I wonder what a system with native bare metal apps would look like today and how far you can push down the hardware requirements while still having a snappy experience in - let's say - a basic office job (mails, sheets, documents, browsing)

But "You bought too little RAM to read mails" is simply hilarious. Yes, the user can install mail clients, but not everybody is tech savvy enough for that.

4 comments

> I wonder what a system with native bare metal apps would look like today and how far you can push down the hardware requirements while still having a snappy experience in - let's say - a basic office job (mails, sheets, documents, browsing)

I mean it's not that you can't have that. Get a Linux desktop with one of the less bloated desktop environments like lxqt or xfce, there's still a variety of e-mail applications available, libreoffice does the basic office application tasks.

It's more or less what I'm doing. Not saying it's perfect, there's certainly a lot that could be improved (without sacrificing performance), e.g. by better integration of the various parts. But you absolutely can have a basic Desktop system with great performance on modern hardware.

The situation where you end up still having to deal with the sluggishness of modern software is when you want to interact with the tools the world out there uses. Often that means "yet another slow electron app".

"You'd think that the progression in computer technology brings you faster apps that need less ressources."

And yet you would be wrong. Because after Microsoft we could no longer trust software develepers, another option is to _not change_ the software when upgrading the hardware, thereby enjoying the benefits of the new hardware. For example, I run software written in the "distant" past on today's hardware, e.g., using NetBSD as the OS. I do not use containers. I do not use graphics. It's "native bare metal". IMHO, it's far better than today's "apps". Faster and more resilient. I can fully separate code from data. IMO, I get more of the benefits of the new hardware due to relatively _less resource consumption_, even though the older software rarely can make use of every new hardware feature.

Early next year Google says it is not going to let people use HTML mode (no Javascript) in Gmail anymore.

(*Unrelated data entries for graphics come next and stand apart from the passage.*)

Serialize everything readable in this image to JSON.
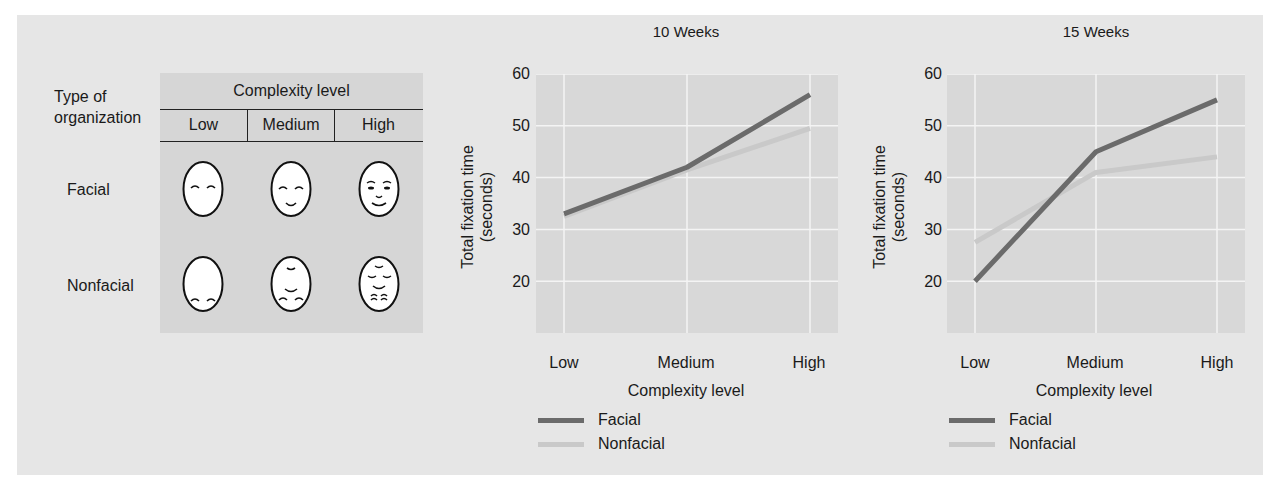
{
  "colors": {
    "panel_bg": "#e6e6e6",
    "plot_bg": "#d8d8d8",
    "grid": "#f4f4f4",
    "facial": "#6b6b6b",
    "nonfacial": "#c9c9c9"
  },
  "stimuli_table": {
    "row_header": "Type of\norganization",
    "row_header_line1": "Type of",
    "row_header_line2": "organization",
    "column_group": "Complexity level",
    "columns": [
      "Low",
      "Medium",
      "High"
    ],
    "rows": [
      {
        "label": "Facial",
        "faces": [
          "facial-low-face-icon",
          "facial-medium-face-icon",
          "facial-high-face-icon"
        ]
      },
      {
        "label": "Nonfacial",
        "faces": [
          "nonfacial-low-face-icon",
          "nonfacial-medium-face-icon",
          "nonfacial-high-face-icon"
        ]
      }
    ]
  },
  "chart_data": [
    {
      "type": "line",
      "title": "10 Weeks",
      "xlabel": "Complexity level",
      "ylabel": "Total fixation time\n(seconds)",
      "ylabel_line1": "Total fixation time",
      "ylabel_line2": "(seconds)",
      "categories": [
        "Low",
        "Medium",
        "High"
      ],
      "yticks": [
        20,
        30,
        40,
        50,
        60
      ],
      "ylim": [
        10,
        60
      ],
      "grid": true,
      "legend_position": "bottom",
      "series": [
        {
          "name": "Facial",
          "values": [
            33,
            42,
            56
          ]
        },
        {
          "name": "Nonfacial",
          "values": [
            32.5,
            41.5,
            49.5
          ]
        }
      ]
    },
    {
      "type": "line",
      "title": "15 Weeks",
      "xlabel": "Complexity level",
      "ylabel": "Total fixation time\n(seconds)",
      "ylabel_line1": "Total fixation time",
      "ylabel_line2": "(seconds)",
      "categories": [
        "Low",
        "Medium",
        "High"
      ],
      "yticks": [
        20,
        30,
        40,
        50,
        60
      ],
      "ylim": [
        10,
        60
      ],
      "grid": true,
      "legend_position": "bottom",
      "series": [
        {
          "name": "Facial",
          "values": [
            20,
            45,
            55
          ]
        },
        {
          "name": "Nonfacial",
          "values": [
            27.5,
            41,
            44
          ]
        }
      ]
    }
  ]
}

This is still easily accessed by changing "/u/0/u/" in the URL to "/u/0/h/".

Previously, Google tried to prevent people from using unpopular browsers to access Gmail. As a text-only browser user I needed a workaround. With help from a localhost forward proxy I am still able to use a text-only browser.

Whether this new change will absolutely stop people from avoiding Javascript remains to be seen.

Switching to native apps gets you close. Apple Mail uses far less memory than Gmail, for example.
WordPerfect 6.2 for DOS has a cult following.